Referred to by ATel #: 16939, 16941, 16955, 16959, 16978

X-ray outburst of the TeV blazar 1ES 1959+650 observed by SVOM

On Friday December 6th at 15:08:48 UT (Tb), the on-board trigger software of the SVOM/ECLAIRs telescope (currently in its commissioning phase, instrument energy range 4-150 keV), detected and localized a long duration soft X-ray transient at RA, Dec = 300.202 deg, 65.182 deg (J2000) with 9.3 arcmin uncertainty radius in the 5-8 keV energy band during a 22 min exposure starting at Tb (best alert with SNR=9.3, see GCN 38450); another alert with SNR=7.2 was produced in 5-8 keV during 11 min starting at 15:14:15, the sub-image transmitted in near real-time over the SVOM VHF network showed a clear point-like source not present in the onboard source catalog.

Following this detection, SVOM/MXT (0.2-10 keV) performed a ToO observation of the source starting at 16:47:41 UT for an exposure time of 3.6 ks. A single source was detected in the image at coordinates R.A. = 20h 00mm 03ss DEC. = +65 deg 09mm 07ss (J2000) with an uncertainty of 25 arc sec at 90% c.l. (systematic+statistical). This position lies at 22 arcsec from the BL Lac blazar 1ES 1959+650 (GCN 38452).

These observations hence suggest that 1ES 1959+650 is currently exhibiting a major X-ray outburst.

A preliminary spectral analysis of the SVOM/ECLAIRs data (775 s of exposure) shows that the source is significantly detected up to ~20 keV. The 4-20 keV spectrum is well fitted by a power-law model (chi-square = 2.33 / 4 dof) with a photon index of 2.3 (-0.4; +0.5).
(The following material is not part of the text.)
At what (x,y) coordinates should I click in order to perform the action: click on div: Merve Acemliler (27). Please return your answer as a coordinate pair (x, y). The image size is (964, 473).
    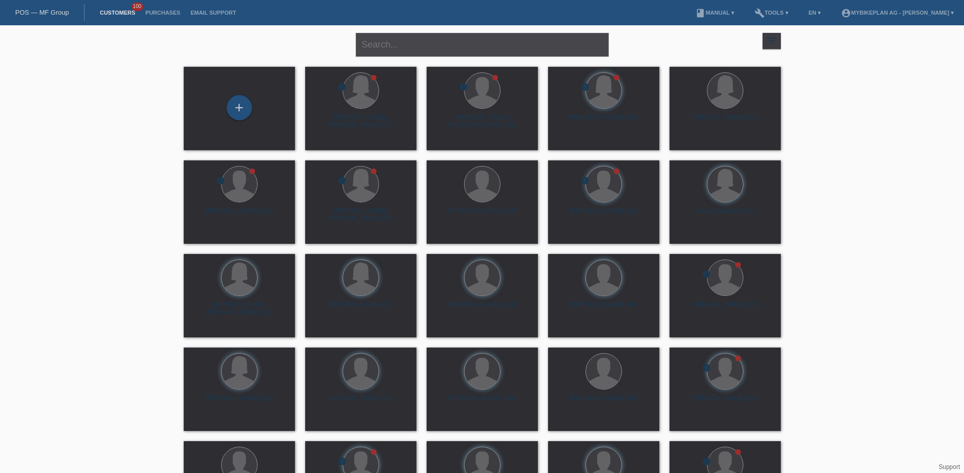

The integrated flux in the 4-20 keV band is 6.4(-3.6 +1.2)e-10 erg/cm^2/s . Extrapolating to the 14-195 keV band, we find that the integrated flux is approximately 16 times higher than the average flux of 3.7e-11 erg/s/cm^2 reported in the Swift/BAT 157-month catalogue.

The SVOM/MXT spectrum is well fitted (chi-square = 321 / 260 dof) by a single absorbed power-law with a photon index of 1.97+/-0.05, and absorption column density of (0.17+/-0.1)e22 atoms/cm^2. The 0.5-10 keV flux is (1.77+/-0.03)e-9 erg/s/cm^2 which looks well above the usual unabsorbed 0.3-10 keV fluxes of 5.76e-11 -- 5.39e-10 erg/s/cm^2 (see https://pos.sissa.it/233/142/pdf).

Further multi-wavelength follow-up observations are encouraged to investigate the evolution of the source.

The Space Variable Objects Monitor (SVOM) is a China-France joint mission led by the Chinese National Space Administration (CNSA, China), National Center for Space Studies (CNES, France) and the Chinese Academy of Sciences (CAS, China), which is dedicated to observing gamma-ray bursts and other transient phenomena in the energetic universe. ECLAIRs was developed jointly by APC, CEA, CNES and IRAP. MXT has been developed jointly by CNES, CEA, IJCLab, University of Leicester and MPE.